Supermarkets typically are supplied by the distribution centres of their parent companies, usually in the largest city in the area. Supermarkets usually offer products at relatively low prices by using their buying power to buy goods from manufacturers at lower prices than smaller stores can. They also minimise financing costs by paying for goods at least 30 days after receipt and some extract credit terms of 90 days or more from vendors. Certain products (typically staple foods such as bread, milk and sugar) are very occasionally sold as loss leaders, that is, with negative profit margins so as to attract shoppers to their store. There is some debate as to the effectiveness of this tactic. To maintain a profit, supermarkets make up for the lower margins by a higher overall volume of sales, and with the sale of higher-margin items bought by the intended higher volume of shoppers. Customers usually shop by placing their selected merchandise into shopping carts (trolleys) or baskets (self-service) and pay for the merchandise at the check-out. At present, many supermarket chains are attempting to further reduce labor costs by shifting to self-service check-out machines, where a single employee can oversee a group of four or five machines at once, assisting multiple customers at a time.

A larger full-service supermarket combined with a department store is sometimes known as a hypermarket. Other services offered at some supermarkets may include those of banks, cafés, childcare centres/creches, Insurance(and other financial services), Mobile Phone services, photo processing, video rentals, pharmacies and/or petrol stations.

History

n the early days of retailing, all products generally were fetched by an assistant from shelves behind the merchant's counter while customers waited in front of the counter and indicated the items they wanted. Also, most foods and merchandise did not come in individually wrapped consumer-sized packages, so an assistant had to measure out and wrap the precise amount desired by the consumer. This also offered opportunities for social interaction: many regarded this style of shopping as "a social occasion" and would often "pause for conversations with the staff or other customers."These practices were by nature very labor-intensive and therefore also quite expensive. The shopping process was slow, as the number of customers who could be attended to at one time was limited by the number of staff employed in the store.

Historically, there has been debate about the origin of the supermarket, with King Kullen and Ralphs of California having strong claims. Other contenders included Weingarten's Big Food Markets and Henke & Pillot. To end the debate, the Food Marketing Institute in conjunction with the Smithsonian Institution and with funding from H.J. Heinz, researched the issue. It defined the attributes of a supermarket as "self-service, separate product departments, discount pricing, marketing and volume selling."

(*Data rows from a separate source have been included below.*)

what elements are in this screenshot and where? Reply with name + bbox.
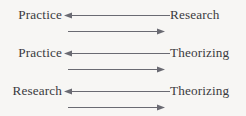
arrow-left-icon (64, 12, 170, 18)
right-node-label: Theorizing (170, 43, 246, 63)
arrow-left-icon (64, 50, 170, 56)
right-node-label: Research (170, 5, 246, 25)
right-node-label: Theorizing (170, 81, 246, 101)
arrow-right-icon (68, 28, 165, 34)
left-node-label: Practice (0, 43, 62, 63)
relation-row: Research Theorizing (0, 76, 246, 114)
arrow-left-icon (64, 88, 170, 94)
left-node-label: Practice (0, 5, 62, 25)
left-node-label: Research (0, 81, 62, 101)
relation-row: Practice Theorizing (0, 38, 246, 76)
relationship-diagram: Practice Research Practice (0, 0, 246, 116)
relation-row: Practice Research (0, 0, 246, 38)
arrow-right-icon (68, 104, 165, 110)
arrow-right-icon (68, 66, 165, 72)
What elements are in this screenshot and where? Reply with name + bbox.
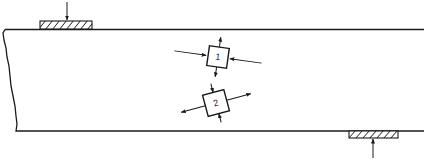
stress-element-1: 1 <box>172 31 265 83</box>
tension-arrow-down-icon <box>215 67 216 77</box>
compression-arrow-top-icon <box>211 84 213 93</box>
stress-element-2: 2 <box>176 74 256 131</box>
tension-arrow-up-icon <box>219 37 220 47</box>
compression-arrow-left-icon <box>174 51 206 55</box>
compression-arrow-bottom-icon <box>219 114 221 123</box>
bottom-reaction-pad <box>348 130 398 158</box>
beam-diagram: 1 2 <box>0 0 424 162</box>
top-load-pad <box>38 2 95 30</box>
diagram-canvas: 1 2 <box>0 0 424 162</box>
tension-arrow-left-icon <box>181 106 205 112</box>
beam-break-line <box>3 30 17 132</box>
tension-arrow-right-icon <box>227 94 251 100</box>
compression-arrow-right-icon <box>230 59 262 63</box>
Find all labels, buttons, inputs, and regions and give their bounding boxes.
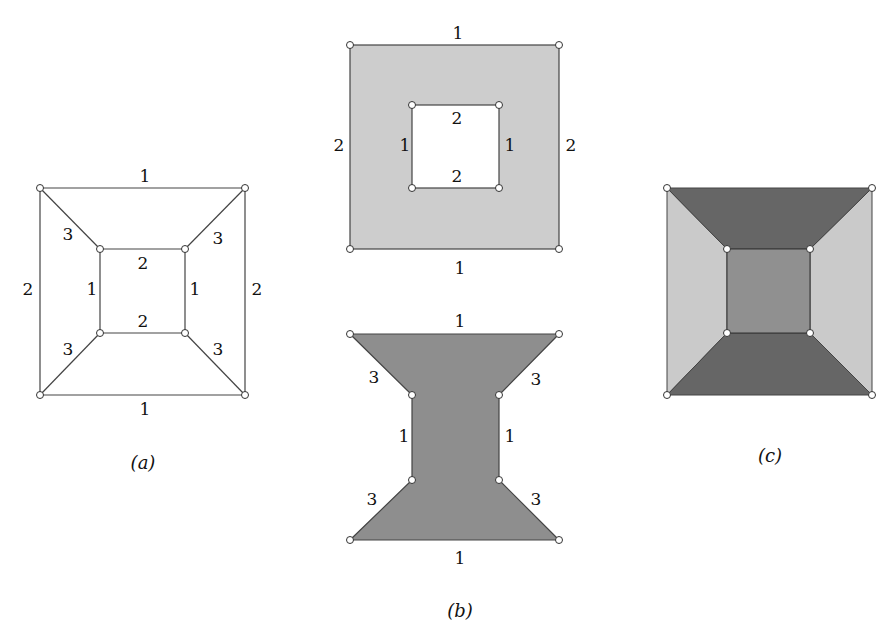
a-vertex bbox=[242, 392, 249, 399]
c-vertex bbox=[664, 185, 671, 192]
a-label-diag-bottom-left: 3 bbox=[63, 339, 74, 359]
b-bottom-vertex bbox=[347, 331, 354, 338]
c-center-face bbox=[727, 249, 810, 333]
b-top-vertex bbox=[496, 185, 503, 192]
panel-b-top: 1 1 2 2 2 2 1 1 bbox=[334, 23, 577, 278]
a-label-outer-right: 2 bbox=[252, 279, 263, 299]
b-top-label-inner-top: 2 bbox=[452, 108, 463, 128]
a-label-inner-left: 1 bbox=[87, 279, 98, 299]
b-bottom-vertex bbox=[347, 537, 354, 544]
b-top-label-inner-bottom: 2 bbox=[452, 166, 463, 186]
a-vertex bbox=[242, 185, 249, 192]
a-vertex bbox=[97, 330, 104, 337]
a-label-diag-top-right: 3 bbox=[213, 228, 224, 248]
b-top-label-outer-left: 2 bbox=[334, 135, 345, 155]
b-bottom-vertex bbox=[556, 331, 563, 338]
a-label-inner-bottom: 2 bbox=[138, 311, 149, 331]
b-top-label-inner-right: 1 bbox=[505, 135, 516, 155]
b-bottom-label-inner-left: 1 bbox=[399, 426, 410, 446]
b-bottom-hourglass-region bbox=[350, 334, 559, 540]
b-bottom-vertex bbox=[496, 392, 503, 399]
b-bottom-label-diag-top-right: 3 bbox=[531, 369, 542, 389]
figure-canvas: 1 1 2 2 2 2 1 1 3 3 3 3 (a) 1 1 2 2 2 2 … bbox=[0, 0, 895, 644]
b-top-vertex bbox=[347, 42, 354, 49]
b-top-label-inner-left: 1 bbox=[400, 135, 411, 155]
b-top-label-outer-top: 1 bbox=[453, 23, 464, 43]
b-bottom-label-diag-bottom-left: 3 bbox=[367, 489, 378, 509]
c-vertex bbox=[724, 330, 731, 337]
caption-c: (c) bbox=[758, 445, 782, 466]
a-vertex bbox=[97, 246, 104, 253]
c-vertex bbox=[807, 330, 814, 337]
panel-b-bottom: 1 1 1 1 3 3 3 3 (b) bbox=[347, 311, 563, 621]
panel-c: (c) bbox=[664, 185, 876, 466]
b-bottom-label-inner-right: 1 bbox=[505, 426, 516, 446]
b-bottom-vertex bbox=[556, 537, 563, 544]
caption-a: (a) bbox=[131, 452, 156, 473]
a-label-inner-top: 2 bbox=[138, 253, 149, 273]
c-vertex bbox=[869, 392, 876, 399]
a-vertex bbox=[37, 392, 44, 399]
a-label-diag-bottom-right: 3 bbox=[213, 339, 224, 359]
panel-a: 1 1 2 2 2 2 1 1 3 3 3 3 (a) bbox=[23, 166, 263, 473]
a-label-outer-left: 2 bbox=[23, 279, 34, 299]
b-bottom-label-diag-bottom-right: 3 bbox=[531, 489, 542, 509]
b-top-vertex bbox=[409, 185, 416, 192]
b-top-vertex bbox=[347, 246, 354, 253]
b-top-vertex bbox=[496, 102, 503, 109]
b-top-vertex bbox=[556, 246, 563, 253]
a-label-outer-top: 1 bbox=[140, 166, 151, 186]
a-label-outer-bottom: 1 bbox=[140, 399, 151, 419]
b-top-vertex bbox=[409, 102, 416, 109]
b-top-vertex bbox=[556, 42, 563, 49]
a-vertex bbox=[182, 246, 189, 253]
a-label-inner-right: 1 bbox=[190, 279, 201, 299]
b-top-annulus-region bbox=[350, 45, 559, 249]
b-bottom-vertex bbox=[409, 477, 416, 484]
b-bottom-label-top: 1 bbox=[455, 311, 466, 331]
c-vertex bbox=[664, 392, 671, 399]
b-bottom-label-diag-top-left: 3 bbox=[369, 367, 380, 387]
c-vertex bbox=[724, 246, 731, 253]
b-bottom-vertex bbox=[409, 392, 416, 399]
b-top-label-outer-bottom: 1 bbox=[455, 258, 466, 278]
c-vertex bbox=[807, 246, 814, 253]
b-bottom-label-bottom: 1 bbox=[455, 548, 466, 568]
b-top-label-outer-right: 2 bbox=[566, 135, 577, 155]
a-vertex bbox=[37, 185, 44, 192]
c-vertex bbox=[869, 185, 876, 192]
b-bottom-vertex bbox=[496, 477, 503, 484]
a-vertex bbox=[182, 330, 189, 337]
caption-b: (b) bbox=[447, 600, 473, 621]
a-label-diag-top-left: 3 bbox=[63, 224, 74, 244]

It has been determined that the first true supermarket in the United States was opened by a former Kroger employee, Michael J. Cullen, on 4 August 1930, inside a 6,000-square-foot (560 m2) former garage in Jamaica, Queens in New York City. The store, King Kullen, operated under the slogan "Pile it high. Sell it low." At the time of Cullen's death in 1936, there were seventeen King Kullen stores in operation. Although Saunders had brought the world self-service, uniform stores and nationwide marketing, Cullen built on this idea by adding separate food departments, selling large volumes of food at discount prices and adding a parking lot.